Asset managers and asset owners, in general, must come to terms with a new environment. Volatility has increased, driven by economic, geopolitical and environmental pressures, and conventional theories on how to generate alpha are increasingly being challenged. This is equally true for sovereign wealth funds (SWFs), which are also facing an additional complexity: Most sovereign investors today are mandated not simply to produce returns but also to be responsible stewards of capital, using their investments to improve their countries and the world at large.
New mandates make for more complex decisions
SWFs and state pension funds are among the largest institutional asset owners in the Asia-Pacific (APAC) and Middle East. The ten largest SWFs across the two regions represent assets in excess of $5 trillion¹. Their role and influence on their national economies is also increasing. In Asia for example, the Singapore government sees Singapore´s Temasek as central to its national growth strategy: its 2021 budget announced a new S$500 million ($370 million) funding platform, to be matched by Temasek, to support investment in large local enterprises and help them tap into new growth opportunities².
Three megatrends for public investors
Such activities on the part of sovereign investors dovetail with three megatrends that are altering the way investors think today. One is industry convergence, the increasingly blurred line between finance, industry and services which is turning large companies more and more into ecosystems. In Singapore, for example, the ride-sharing and food-delivery business Grab has formed a joint venture with the telecommunications company Singtel, to launch a digital bank leveraging the subscriber base of Grab’s super-app³.
The second megatrend is a shift to private equity, amid expectations that public markets might fare less well over the coming decade than the previous one. In February 2021, for example, Malaysia’s Employees Provident Fund launched an Islamic-compliant private-equity fund with three separate managed accounts each worth US$200 million. The fund’s mandate is global and focuses on direct and co-investment strategies into growth and buyout transactions, all monitored to ensure the investments do not violate Islamic strictures either in terms of the activity of the portfolio businesses or lending at interest4.
The third megatrend is investment that improves ESG conditions. Singapore´s Temasek, for example, is seeking net-zero carbon emissions from its portfolio by 2050, and to halve them from 2010 levels by 2030.5
The criticality of data analysis to tackle more complex mandates
The more complex investment mandates outlined above require the access to and analysis of a vast quantity of data—not all of it from conveniently structured sources. Integrating environmental, social and governance (ESG) factors for example is a research-intensive task, and so is investing in private markets. SWFs therefore need a whole new toolkit to ensure that the available data is collected, organised and assessed in the most efficient way possible, so that it can generate the necessary insights for successful investments. However, new technologies could enable SWFs to help deliver deeper, more beneficial data analysis. For example:
- Data-driven investing: Leading SWFs are increasingly using data-driven models that evaluate investment patterns according to economic and fundamentals-based themes. In addition, the ability to cross-process information from non-traditional sources such social media, video and other forms of unstructured data has strengthened insights for investment themes such as momentum, value, profitability, and sentiment.

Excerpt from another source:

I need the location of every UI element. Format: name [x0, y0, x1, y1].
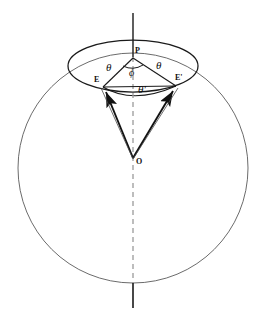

- Portfolio and risk management: Similar techniques can be used to provide SWF investment teams with data and insights to manage risks emanating from portfolio companies, for instance to prevent practices such as “greenwashing” that could undermine ESG investing.
- Human-machine workforce: The power of AI depends on designing a new workflow that combines humans and automation, so that the latter empowers the former–a delicate transition that benefits from internal champions and building-out6.
- New ways of teamwork: Large institutional investors could combine specialists in operations, investment, data, finance and legal into one deal team to make better and faster decisions. Internal development clusters likewise bring together the right skillsets and team to drive investment planning.
- Intelligent processes for corporate functions: Internal administration could be streamlined by leveraging the power of robotic process automation, smart workflows, machine learning/advanced analytics, natural-language generation and cognitive agents.
- Cloud and cybersecurity: Many major financial institutions are exploiting the scalability of cloud computing, particularly given the “work-anywhere” capability that is necessary today. However, this also requires cybersecurity and cyber-hygiene of equivalent power to protect SWFs’ data.
It is by cracking these data challenges that sovereign investors could fulfil their ESG and national development mandates, and deliver the financial returns expected by their stakeholders in government and the wider public. Leveraging AI, cloud-based scalability and machine-learning could offer not only investment insights, but also demonstrate how portfolio companies can be connected together to unlock new, cleaner growth and value, as true ecosystems that deliver revenue while making the world a better place.
Thanks to Chune Kit Pong for contributing to this blog.